The Directors’ Salaries on AIM survey, the fourth on this topic and produced in association with Halliwell Consulting, shows that if you had invested in September 2005 in the ten AIM companies with the highest-paid chief executive officers, the chances are you would have done no better, and probably worse, over the following 12 months, than if you had gone for the ten companies at the other end of the boardroom pay league.
Institutional shareholders, who control more than half the shares on AIM, typically expect certain factors to be taken into account when setting directors’ rewards. Chief among these considerations are: objective market data, individual and corporate performance, experience and responsibilities and pay and conditions throughout the company in question.
Investors will also expect a balance between fixed pay including salary, benefits and pension rights and variable pay, chiefly bonuses and equity incentives designed to stimulate directors to add value for shareholders. The preference is usually for a weighting towards performance-based remuneration and, of course, performance can change, sometimes unexpectedly and sometimes because of external factors outside a company’s or directors’ control.
The Growth Company Investor survey shows that the mean AIM company chief executive officer’s salary rose no less than 27 per cent last year to £174,000. That followed an average fall of five per cent in the previous year. While finance directors are now receiving £110,000 a year, seven of those at the helm of AIM companies were last year paid more than £700,000. That is the same as the basic salary of the chief executive of a FTSE 100 company.
Size and profitability are clearly significant influences. The top 100 AIM companies, by turnover, pay their chief executive officers an average £311,751, with finance directors receiving £201,601. The chief executive officers of the 100 most profitable AIM companies, meanwhile, receive an average of £328,000 and their finance directors are on £159,000 a year.
Rising market values of AIM companies, which have, on average, almost doubled since 2003 to £47 million, have played a major part in these trends. Structural changes in the market have also been important. These larger AIM companies tend to raise more money when they float, and 375 more companies joined in the past year, raising a total of £8.66 billion. Not only is AIM home to an increasing number of domestic companies, which operate globally, it has also become the market of choice for overseas companies, which are seeking funds for expansion, thereby usurping the role once played by London Stock Exchange suitor Nasdaq.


**Exercise brief**
Which of the lines below include "name"? Each one should be copied out.

**** Information given ****

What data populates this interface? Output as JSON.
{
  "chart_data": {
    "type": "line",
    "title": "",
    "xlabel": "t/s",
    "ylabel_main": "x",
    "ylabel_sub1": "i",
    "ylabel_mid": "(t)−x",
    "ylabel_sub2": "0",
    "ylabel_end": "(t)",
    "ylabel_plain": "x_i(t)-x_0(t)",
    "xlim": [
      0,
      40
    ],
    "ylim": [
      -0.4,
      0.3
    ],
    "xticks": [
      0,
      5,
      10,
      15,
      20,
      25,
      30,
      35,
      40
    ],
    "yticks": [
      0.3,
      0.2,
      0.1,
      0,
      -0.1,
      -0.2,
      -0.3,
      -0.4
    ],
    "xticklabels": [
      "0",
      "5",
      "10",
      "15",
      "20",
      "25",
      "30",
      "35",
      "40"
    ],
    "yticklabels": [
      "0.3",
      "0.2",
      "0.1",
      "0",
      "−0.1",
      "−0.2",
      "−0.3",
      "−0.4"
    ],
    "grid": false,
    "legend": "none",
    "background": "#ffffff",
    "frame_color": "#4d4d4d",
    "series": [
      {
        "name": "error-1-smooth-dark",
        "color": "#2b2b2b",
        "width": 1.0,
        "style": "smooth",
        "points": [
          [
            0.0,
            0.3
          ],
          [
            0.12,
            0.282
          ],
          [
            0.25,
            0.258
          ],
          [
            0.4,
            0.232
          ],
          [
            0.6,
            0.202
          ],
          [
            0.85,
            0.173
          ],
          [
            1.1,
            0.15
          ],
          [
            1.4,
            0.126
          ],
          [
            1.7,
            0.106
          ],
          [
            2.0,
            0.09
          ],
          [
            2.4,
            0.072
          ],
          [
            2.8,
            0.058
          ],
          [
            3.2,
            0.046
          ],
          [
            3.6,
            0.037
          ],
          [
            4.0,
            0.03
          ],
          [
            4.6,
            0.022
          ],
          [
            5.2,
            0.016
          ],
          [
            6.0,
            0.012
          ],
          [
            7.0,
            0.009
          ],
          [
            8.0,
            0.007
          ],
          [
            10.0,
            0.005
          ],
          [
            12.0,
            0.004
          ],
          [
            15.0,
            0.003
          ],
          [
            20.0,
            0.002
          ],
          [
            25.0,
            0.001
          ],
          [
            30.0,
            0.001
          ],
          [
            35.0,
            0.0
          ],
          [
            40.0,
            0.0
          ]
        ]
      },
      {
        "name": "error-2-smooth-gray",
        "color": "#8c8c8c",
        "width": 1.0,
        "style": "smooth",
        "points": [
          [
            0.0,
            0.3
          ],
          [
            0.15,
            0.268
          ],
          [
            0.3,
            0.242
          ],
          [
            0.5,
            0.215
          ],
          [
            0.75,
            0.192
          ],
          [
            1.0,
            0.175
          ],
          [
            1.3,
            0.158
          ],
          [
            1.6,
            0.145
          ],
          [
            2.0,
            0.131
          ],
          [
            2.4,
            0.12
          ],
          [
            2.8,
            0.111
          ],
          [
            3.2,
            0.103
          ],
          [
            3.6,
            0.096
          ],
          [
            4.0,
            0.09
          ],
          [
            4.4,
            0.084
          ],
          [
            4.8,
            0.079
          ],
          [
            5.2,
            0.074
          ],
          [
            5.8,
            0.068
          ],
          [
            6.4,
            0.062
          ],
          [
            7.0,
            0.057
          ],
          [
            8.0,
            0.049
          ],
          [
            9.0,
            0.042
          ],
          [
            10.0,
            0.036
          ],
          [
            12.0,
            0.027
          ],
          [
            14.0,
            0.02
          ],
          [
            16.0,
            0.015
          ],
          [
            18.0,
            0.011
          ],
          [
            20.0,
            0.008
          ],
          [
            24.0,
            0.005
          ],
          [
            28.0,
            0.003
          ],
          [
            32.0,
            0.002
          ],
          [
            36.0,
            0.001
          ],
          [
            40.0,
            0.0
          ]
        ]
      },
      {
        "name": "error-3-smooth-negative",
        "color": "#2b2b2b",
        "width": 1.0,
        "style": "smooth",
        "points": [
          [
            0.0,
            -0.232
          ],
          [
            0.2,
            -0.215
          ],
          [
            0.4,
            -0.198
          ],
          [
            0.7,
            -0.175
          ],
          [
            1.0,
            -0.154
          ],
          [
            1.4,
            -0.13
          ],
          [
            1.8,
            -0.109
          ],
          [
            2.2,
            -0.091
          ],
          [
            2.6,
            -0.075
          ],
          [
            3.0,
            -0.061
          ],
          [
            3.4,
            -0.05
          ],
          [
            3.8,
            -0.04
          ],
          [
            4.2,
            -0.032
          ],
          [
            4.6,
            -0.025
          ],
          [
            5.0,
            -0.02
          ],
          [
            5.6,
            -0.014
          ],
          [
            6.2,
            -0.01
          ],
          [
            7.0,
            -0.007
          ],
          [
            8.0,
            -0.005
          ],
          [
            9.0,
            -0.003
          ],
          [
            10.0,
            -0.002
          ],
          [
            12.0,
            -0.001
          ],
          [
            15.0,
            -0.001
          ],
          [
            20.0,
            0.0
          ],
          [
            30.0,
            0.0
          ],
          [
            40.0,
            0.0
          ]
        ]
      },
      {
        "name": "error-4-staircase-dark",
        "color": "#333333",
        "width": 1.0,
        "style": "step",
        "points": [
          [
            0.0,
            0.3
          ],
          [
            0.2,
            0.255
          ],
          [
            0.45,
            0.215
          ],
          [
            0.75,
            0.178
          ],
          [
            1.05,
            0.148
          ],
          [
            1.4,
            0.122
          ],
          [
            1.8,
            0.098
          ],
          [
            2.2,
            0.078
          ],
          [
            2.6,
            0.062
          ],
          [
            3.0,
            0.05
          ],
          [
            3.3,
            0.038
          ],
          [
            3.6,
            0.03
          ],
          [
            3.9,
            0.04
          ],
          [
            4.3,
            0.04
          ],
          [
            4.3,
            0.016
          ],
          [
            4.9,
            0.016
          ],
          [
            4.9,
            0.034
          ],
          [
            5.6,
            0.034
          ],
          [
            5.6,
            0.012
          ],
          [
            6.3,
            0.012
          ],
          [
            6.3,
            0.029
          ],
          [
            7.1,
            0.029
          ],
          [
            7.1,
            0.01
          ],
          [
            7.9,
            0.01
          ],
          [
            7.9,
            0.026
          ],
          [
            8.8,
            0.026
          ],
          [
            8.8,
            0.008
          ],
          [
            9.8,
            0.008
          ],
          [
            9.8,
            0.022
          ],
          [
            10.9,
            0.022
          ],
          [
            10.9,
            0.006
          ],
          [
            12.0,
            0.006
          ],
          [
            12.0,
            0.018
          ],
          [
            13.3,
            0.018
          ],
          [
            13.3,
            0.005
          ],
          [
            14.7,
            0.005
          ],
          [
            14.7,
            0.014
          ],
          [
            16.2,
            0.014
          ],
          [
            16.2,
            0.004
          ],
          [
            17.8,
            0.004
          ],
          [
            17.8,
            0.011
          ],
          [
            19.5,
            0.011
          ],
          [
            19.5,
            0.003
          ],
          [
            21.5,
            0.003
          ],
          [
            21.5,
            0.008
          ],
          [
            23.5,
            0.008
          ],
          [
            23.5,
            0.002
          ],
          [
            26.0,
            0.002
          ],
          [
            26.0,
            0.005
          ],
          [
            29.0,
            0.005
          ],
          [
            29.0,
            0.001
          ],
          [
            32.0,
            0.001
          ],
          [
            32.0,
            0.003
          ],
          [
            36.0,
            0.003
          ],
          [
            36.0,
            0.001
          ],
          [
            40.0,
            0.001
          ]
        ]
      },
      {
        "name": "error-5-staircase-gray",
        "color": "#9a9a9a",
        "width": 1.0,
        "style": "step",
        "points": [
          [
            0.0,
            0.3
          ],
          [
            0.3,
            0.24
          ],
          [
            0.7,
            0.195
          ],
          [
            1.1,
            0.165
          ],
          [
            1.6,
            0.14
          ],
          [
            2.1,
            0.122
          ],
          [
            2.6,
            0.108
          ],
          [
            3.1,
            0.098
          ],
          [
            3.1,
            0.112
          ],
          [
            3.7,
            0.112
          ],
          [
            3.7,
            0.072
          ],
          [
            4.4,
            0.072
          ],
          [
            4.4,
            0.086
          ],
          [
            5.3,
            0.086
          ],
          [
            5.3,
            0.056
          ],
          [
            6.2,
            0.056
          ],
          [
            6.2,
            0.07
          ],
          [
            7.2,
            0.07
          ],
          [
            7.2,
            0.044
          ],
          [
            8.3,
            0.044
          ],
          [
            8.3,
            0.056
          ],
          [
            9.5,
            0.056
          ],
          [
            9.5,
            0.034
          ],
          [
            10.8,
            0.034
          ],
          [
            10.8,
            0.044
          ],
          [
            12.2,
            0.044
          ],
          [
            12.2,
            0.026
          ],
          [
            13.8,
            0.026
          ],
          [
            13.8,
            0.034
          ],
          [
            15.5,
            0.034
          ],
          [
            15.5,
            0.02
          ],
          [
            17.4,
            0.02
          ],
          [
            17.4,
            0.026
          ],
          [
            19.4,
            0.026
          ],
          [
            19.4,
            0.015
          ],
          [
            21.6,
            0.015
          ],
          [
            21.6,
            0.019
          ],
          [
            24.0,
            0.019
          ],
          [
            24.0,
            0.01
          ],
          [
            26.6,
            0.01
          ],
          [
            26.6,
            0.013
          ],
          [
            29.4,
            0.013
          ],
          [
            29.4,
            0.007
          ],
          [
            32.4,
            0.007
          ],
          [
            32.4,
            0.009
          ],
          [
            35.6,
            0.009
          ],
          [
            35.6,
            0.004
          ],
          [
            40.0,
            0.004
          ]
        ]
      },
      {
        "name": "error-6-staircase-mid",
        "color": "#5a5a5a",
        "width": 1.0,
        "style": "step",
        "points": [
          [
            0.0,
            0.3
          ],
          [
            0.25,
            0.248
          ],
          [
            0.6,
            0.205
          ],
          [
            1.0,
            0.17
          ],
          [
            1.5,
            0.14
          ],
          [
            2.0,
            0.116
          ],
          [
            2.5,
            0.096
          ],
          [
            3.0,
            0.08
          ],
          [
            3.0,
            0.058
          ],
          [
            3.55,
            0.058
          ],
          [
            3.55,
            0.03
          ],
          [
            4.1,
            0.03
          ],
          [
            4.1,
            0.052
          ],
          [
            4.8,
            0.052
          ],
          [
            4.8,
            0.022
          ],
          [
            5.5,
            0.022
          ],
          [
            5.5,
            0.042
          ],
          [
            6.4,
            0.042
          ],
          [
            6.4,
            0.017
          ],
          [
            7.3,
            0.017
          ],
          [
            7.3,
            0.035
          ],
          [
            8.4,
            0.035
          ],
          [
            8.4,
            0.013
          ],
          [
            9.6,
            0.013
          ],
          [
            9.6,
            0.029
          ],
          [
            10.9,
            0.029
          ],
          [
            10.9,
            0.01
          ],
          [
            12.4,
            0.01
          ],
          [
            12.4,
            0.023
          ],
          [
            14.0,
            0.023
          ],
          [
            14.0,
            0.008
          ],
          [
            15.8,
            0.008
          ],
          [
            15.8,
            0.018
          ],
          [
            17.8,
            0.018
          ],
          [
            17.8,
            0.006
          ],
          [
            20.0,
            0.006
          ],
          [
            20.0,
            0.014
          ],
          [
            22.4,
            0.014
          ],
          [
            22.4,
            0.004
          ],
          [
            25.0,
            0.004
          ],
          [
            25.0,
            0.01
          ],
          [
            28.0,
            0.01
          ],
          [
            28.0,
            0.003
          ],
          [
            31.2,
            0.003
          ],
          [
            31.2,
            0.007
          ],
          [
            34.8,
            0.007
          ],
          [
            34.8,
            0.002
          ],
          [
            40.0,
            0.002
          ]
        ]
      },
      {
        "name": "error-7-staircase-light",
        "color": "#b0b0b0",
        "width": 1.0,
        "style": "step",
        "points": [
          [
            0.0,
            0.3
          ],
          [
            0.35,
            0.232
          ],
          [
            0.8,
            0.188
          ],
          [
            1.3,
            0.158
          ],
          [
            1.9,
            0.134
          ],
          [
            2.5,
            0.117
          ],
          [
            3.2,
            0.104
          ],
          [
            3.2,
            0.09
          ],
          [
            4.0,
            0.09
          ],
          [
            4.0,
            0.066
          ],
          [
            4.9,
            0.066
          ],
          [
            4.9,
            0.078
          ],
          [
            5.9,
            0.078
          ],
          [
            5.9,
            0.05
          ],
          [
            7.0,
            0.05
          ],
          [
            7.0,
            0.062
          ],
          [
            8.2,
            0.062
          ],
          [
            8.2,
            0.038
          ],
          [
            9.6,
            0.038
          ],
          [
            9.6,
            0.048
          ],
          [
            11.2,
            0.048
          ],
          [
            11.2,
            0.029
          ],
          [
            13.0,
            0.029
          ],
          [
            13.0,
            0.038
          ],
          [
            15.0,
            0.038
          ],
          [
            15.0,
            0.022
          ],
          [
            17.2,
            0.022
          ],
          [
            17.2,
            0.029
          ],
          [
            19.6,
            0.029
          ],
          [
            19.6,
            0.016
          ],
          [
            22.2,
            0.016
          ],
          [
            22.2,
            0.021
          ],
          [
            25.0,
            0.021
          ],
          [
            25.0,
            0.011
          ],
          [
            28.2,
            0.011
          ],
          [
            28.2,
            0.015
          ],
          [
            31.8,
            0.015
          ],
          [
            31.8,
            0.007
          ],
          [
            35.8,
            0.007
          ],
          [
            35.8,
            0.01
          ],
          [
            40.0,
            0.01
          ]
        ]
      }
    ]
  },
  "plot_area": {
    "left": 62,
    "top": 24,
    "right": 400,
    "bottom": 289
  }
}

****

**Written response**
        "name": "error-1-smooth-dark",
        "name": "error-2-smooth-gray",
        "name": "error-3-smooth-negative",
        "name": "error-4-staircase-dark",
        "name": "error-5-staircase-gray",
        "name": "error-6-staircase-mid",
        "name": "error-7-staircase-light",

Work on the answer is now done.